Climatic controls on Later Stone Age human adaptation in Africa's southern Cape

Bibliographic Collection: 
APE
Publication Type: Journal Article
Authors: Chase, Brian M.; Faith, J. Tyler; Mackay, Alex; Chevalier, Manuel; Carr, Andrew S.; Boom, Arnoud; Lim, Sophak; Reimer, Paula J.
Year of Publication: 2018
Journal: Journal of Human Evolution
Volume: 114
Issue: Supplement C
Pagination: 35 - 44
Date Published: 2018/01/01/
Publication Language: eng
ISBN Number: 0047-2484
Keywords: Boomplaas Cave, Macrofauna, Microlithic, Paleoclimate, Paleoecolgy, Rock hyrax middens
Abstract:

Africa's southern Cape is a key region for the evolution of our species, with early symbolic systems, marine faunal exploitation, and episodic production of microlithic stone tools taken as evidence for the appearance of distinctively complex human behavior. However, the temporally discontinuous nature of this evidence precludes ready assumptions of intrinsic adaptive benefit, and has encouraged diverse explanations for the occurrence of these behaviors, in terms of regional demographic, social and ecological conditions. Here, we present a new high-resolution multi-proxy record of environmental change that indicates that faunal exploitation patterns and lithic technologies track climatic variation across the last 22,300 years in the southern Cape. Conditions during the Last Glacial Maximum and deglaciation were humid, and zooarchaeological data indicate high foraging returns. By contrast, the Holocene is characterized by much drier conditions and a degraded resource base. Critically, we demonstrate that systems for technological delivery – or provisioning – were responsive to changing humidity and environmental productivity. However, in contrast to prevailing models, bladelet-rich microlithic technologies were deployed under conditions of high foraging returns and abandoned in response to increased aridity and less productive subsistence environments. This suggests that posited links between microlithic technologies and subsistence risk are not universal, and the behavioral sophistication of human populations is reflected in their adaptive flexibility rather than in the use of specific technological systems.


Directions ▸ Repeat only the stretch of lines below that runs from the line with "What do you see at coordinates (467, 312)" through the line with "The image size is (936, 521).", unaltered.
== Segment start ==
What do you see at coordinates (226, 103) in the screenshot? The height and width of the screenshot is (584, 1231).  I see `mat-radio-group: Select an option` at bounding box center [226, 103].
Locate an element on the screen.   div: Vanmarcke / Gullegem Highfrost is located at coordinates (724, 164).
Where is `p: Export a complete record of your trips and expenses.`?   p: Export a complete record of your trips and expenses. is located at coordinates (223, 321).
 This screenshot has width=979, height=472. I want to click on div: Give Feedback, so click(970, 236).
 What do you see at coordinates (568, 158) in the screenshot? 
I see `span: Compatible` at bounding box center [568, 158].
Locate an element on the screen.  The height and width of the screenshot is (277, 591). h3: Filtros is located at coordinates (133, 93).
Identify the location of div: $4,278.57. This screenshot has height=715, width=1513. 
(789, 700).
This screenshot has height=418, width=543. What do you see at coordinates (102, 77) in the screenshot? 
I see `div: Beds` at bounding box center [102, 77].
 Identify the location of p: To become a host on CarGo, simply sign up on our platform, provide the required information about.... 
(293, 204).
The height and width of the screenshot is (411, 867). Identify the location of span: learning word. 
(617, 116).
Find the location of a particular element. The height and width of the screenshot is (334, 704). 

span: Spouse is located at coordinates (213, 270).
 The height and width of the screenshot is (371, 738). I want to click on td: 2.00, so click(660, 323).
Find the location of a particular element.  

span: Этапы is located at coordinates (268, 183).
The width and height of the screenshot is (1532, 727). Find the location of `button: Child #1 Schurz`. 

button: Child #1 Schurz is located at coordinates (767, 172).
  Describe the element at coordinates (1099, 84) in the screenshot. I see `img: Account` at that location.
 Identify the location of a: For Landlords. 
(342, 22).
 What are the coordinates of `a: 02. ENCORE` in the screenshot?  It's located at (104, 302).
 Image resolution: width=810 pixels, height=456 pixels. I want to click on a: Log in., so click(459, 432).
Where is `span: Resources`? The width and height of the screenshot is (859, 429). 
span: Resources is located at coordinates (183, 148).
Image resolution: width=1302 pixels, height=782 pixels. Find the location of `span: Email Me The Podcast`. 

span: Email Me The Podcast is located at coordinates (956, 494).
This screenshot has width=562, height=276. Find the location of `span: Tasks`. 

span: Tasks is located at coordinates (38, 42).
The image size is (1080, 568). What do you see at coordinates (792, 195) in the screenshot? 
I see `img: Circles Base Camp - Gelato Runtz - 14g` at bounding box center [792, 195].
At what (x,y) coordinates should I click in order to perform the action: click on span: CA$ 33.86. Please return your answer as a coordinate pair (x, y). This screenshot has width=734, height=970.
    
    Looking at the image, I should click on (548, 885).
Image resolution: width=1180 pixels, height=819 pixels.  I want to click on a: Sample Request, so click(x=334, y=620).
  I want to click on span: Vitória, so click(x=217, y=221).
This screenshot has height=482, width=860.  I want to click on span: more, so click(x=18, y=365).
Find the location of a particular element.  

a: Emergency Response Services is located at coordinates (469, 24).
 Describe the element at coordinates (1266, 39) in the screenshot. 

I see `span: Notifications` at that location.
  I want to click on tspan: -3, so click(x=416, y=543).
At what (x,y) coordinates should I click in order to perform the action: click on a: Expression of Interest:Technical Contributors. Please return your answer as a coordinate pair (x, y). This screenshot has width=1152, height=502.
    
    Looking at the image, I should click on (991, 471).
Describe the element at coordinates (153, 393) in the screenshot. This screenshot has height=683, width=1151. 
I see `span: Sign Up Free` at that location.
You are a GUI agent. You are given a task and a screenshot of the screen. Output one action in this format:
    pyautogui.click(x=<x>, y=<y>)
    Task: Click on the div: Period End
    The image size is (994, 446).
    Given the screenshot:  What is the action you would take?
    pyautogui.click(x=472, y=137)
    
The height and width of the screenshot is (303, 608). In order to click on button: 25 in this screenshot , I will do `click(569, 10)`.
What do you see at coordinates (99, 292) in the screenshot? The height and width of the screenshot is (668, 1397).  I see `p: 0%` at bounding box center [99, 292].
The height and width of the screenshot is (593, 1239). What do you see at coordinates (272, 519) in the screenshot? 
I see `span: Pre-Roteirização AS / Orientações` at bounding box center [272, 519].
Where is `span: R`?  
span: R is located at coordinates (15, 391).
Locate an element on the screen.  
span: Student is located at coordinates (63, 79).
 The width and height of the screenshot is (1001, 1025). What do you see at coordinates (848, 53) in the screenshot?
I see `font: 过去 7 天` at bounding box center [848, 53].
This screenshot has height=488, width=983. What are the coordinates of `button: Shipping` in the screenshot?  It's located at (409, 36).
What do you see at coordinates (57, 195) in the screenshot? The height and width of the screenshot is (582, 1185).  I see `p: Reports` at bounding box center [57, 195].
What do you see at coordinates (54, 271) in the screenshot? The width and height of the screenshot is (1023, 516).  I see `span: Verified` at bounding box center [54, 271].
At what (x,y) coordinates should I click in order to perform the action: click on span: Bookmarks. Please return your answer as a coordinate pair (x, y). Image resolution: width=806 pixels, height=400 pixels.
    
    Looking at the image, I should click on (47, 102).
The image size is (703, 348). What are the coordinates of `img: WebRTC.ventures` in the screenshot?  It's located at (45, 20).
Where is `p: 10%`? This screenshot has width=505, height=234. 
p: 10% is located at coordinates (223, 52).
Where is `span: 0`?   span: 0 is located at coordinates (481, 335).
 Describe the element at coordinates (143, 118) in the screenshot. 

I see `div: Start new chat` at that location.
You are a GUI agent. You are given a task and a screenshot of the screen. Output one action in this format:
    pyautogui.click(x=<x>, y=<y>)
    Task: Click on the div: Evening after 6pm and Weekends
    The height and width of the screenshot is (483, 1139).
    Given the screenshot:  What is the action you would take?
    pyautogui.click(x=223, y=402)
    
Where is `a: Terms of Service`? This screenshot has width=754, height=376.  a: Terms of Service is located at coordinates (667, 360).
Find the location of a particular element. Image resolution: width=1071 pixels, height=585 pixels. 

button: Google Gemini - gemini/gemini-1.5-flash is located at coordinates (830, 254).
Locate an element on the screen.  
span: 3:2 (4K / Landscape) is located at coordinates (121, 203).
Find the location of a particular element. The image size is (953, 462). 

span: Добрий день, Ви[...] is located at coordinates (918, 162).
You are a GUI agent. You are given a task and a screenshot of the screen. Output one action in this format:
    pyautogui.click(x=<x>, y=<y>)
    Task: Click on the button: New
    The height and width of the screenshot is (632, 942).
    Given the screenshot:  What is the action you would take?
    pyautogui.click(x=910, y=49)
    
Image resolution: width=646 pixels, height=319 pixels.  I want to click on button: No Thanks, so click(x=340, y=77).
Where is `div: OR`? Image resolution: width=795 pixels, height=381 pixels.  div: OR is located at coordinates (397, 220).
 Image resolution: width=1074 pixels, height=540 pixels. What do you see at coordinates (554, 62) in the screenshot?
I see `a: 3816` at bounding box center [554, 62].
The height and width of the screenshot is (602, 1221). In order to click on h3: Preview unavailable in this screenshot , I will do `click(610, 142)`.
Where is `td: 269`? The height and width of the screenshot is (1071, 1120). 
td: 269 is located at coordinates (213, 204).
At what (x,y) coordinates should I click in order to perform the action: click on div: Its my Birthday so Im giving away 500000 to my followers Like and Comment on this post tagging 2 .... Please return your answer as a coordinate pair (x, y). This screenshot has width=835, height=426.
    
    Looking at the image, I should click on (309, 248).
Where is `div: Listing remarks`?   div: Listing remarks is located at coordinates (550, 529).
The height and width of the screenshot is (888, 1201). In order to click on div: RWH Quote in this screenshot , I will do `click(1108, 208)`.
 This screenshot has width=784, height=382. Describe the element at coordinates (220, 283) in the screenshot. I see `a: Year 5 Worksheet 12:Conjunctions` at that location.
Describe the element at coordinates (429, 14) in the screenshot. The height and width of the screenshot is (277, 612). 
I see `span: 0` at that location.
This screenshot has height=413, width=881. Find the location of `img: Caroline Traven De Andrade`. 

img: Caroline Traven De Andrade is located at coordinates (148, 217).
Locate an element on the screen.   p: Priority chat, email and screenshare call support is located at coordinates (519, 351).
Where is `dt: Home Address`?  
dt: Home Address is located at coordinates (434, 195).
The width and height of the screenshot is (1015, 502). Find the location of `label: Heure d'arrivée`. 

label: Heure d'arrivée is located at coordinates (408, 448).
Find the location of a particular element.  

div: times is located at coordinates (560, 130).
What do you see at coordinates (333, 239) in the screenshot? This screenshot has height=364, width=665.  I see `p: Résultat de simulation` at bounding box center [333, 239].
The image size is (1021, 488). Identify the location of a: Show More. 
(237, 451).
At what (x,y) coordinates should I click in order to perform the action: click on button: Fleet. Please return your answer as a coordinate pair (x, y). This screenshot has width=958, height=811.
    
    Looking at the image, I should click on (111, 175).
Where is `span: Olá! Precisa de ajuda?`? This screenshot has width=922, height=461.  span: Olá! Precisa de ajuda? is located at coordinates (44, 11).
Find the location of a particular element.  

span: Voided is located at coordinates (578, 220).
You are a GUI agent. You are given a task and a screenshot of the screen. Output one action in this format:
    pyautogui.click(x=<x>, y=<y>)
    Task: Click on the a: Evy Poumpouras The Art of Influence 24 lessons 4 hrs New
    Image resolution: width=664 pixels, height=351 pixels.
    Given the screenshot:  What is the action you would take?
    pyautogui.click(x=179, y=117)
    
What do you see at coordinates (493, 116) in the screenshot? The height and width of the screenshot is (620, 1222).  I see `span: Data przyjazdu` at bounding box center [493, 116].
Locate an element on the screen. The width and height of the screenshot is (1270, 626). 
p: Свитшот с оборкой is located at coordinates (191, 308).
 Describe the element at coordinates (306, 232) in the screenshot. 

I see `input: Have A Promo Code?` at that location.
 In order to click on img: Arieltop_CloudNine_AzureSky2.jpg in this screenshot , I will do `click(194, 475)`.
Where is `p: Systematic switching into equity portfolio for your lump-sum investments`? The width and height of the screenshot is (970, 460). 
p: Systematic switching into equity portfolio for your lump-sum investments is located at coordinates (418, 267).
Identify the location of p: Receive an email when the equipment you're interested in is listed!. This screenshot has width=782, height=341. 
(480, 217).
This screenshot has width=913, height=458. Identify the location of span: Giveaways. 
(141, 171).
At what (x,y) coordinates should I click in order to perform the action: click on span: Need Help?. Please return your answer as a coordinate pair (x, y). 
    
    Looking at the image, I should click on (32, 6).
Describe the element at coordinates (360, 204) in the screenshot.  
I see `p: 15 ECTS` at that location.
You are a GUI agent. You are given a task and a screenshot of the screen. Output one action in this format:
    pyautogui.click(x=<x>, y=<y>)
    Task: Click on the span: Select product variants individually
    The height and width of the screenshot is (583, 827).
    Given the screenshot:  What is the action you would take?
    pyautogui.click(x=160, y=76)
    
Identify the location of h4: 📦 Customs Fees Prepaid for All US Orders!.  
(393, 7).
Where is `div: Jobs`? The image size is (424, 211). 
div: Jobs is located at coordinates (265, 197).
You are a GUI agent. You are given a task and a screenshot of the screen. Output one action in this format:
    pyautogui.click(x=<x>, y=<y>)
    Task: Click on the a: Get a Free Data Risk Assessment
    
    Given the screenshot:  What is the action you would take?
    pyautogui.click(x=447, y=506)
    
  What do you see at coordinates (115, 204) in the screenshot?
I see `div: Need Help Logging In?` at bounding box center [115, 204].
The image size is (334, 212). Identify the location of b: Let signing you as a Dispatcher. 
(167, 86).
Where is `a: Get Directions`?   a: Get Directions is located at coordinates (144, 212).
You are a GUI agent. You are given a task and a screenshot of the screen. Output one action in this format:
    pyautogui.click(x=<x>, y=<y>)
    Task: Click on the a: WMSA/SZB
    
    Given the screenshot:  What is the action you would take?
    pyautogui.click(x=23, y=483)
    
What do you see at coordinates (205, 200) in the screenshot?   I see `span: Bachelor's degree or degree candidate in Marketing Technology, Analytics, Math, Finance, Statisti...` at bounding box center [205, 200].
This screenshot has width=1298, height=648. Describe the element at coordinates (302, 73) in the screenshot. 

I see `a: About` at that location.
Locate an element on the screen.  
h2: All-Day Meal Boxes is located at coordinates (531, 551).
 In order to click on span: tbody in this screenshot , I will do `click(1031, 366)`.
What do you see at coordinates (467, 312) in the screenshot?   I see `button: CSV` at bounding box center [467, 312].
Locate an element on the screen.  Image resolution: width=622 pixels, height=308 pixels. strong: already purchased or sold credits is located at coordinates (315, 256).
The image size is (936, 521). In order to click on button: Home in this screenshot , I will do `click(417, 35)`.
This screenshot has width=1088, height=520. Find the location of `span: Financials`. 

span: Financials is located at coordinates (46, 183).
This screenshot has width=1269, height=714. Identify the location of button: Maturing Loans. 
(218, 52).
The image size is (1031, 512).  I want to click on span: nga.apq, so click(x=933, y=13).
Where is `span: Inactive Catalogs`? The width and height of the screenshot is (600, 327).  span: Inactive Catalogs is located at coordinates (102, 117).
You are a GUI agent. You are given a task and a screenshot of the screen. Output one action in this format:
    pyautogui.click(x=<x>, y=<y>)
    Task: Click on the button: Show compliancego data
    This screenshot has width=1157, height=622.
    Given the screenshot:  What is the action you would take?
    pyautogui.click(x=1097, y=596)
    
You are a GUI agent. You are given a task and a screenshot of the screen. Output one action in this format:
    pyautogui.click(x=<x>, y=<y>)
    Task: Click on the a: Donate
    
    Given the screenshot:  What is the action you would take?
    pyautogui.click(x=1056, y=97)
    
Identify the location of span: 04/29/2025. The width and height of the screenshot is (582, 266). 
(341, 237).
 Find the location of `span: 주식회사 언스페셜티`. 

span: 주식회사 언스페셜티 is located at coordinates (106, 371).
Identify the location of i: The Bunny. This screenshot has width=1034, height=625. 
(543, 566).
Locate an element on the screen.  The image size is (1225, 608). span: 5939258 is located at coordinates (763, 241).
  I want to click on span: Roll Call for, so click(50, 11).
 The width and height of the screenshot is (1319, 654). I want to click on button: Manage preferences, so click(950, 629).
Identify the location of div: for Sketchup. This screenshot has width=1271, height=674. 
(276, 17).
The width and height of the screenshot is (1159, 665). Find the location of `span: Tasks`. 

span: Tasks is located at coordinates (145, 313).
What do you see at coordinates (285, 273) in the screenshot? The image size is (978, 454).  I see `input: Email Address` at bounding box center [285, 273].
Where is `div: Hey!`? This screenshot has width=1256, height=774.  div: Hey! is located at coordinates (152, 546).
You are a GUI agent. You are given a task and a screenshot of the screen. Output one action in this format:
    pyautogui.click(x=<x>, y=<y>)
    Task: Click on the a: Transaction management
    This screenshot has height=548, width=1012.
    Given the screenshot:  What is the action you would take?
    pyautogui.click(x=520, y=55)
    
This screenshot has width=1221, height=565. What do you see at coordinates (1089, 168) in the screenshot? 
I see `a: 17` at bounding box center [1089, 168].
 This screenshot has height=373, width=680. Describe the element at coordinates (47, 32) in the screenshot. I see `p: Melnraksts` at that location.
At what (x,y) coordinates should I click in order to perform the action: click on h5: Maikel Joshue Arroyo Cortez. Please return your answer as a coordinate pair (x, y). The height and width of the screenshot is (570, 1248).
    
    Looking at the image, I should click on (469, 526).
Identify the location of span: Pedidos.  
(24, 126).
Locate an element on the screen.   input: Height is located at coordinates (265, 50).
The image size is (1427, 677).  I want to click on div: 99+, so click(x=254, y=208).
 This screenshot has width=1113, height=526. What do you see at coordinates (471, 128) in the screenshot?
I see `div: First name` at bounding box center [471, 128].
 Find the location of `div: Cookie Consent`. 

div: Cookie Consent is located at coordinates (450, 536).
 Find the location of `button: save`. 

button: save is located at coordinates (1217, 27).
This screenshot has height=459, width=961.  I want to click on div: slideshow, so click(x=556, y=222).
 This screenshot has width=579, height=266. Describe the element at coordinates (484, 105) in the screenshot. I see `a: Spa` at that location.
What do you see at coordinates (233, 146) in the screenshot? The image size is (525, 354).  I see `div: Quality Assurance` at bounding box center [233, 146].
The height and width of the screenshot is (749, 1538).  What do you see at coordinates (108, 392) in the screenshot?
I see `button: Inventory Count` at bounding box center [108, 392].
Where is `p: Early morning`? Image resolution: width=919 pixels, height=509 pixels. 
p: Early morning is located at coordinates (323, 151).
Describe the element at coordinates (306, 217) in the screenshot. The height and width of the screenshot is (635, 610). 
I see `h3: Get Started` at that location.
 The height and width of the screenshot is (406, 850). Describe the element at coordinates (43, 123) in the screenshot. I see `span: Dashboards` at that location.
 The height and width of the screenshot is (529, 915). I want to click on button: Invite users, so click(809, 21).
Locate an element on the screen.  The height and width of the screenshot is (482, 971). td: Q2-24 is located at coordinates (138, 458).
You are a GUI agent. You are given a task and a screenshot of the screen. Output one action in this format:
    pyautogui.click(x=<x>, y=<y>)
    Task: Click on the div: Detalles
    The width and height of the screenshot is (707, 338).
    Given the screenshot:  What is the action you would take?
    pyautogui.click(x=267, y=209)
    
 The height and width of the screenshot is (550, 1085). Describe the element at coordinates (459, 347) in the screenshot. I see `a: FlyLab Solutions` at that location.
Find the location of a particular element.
== Segment end ==
Answer space ▸
What do you see at coordinates (467, 312) in the screenshot?   I see `button: CSV` at bounding box center [467, 312].
Locate an element on the screen.  Image resolution: width=622 pixels, height=308 pixels. strong: already purchased or sold credits is located at coordinates (315, 256).
The image size is (936, 521). In order to click on button: Home in this screenshot , I will do `click(417, 35)`.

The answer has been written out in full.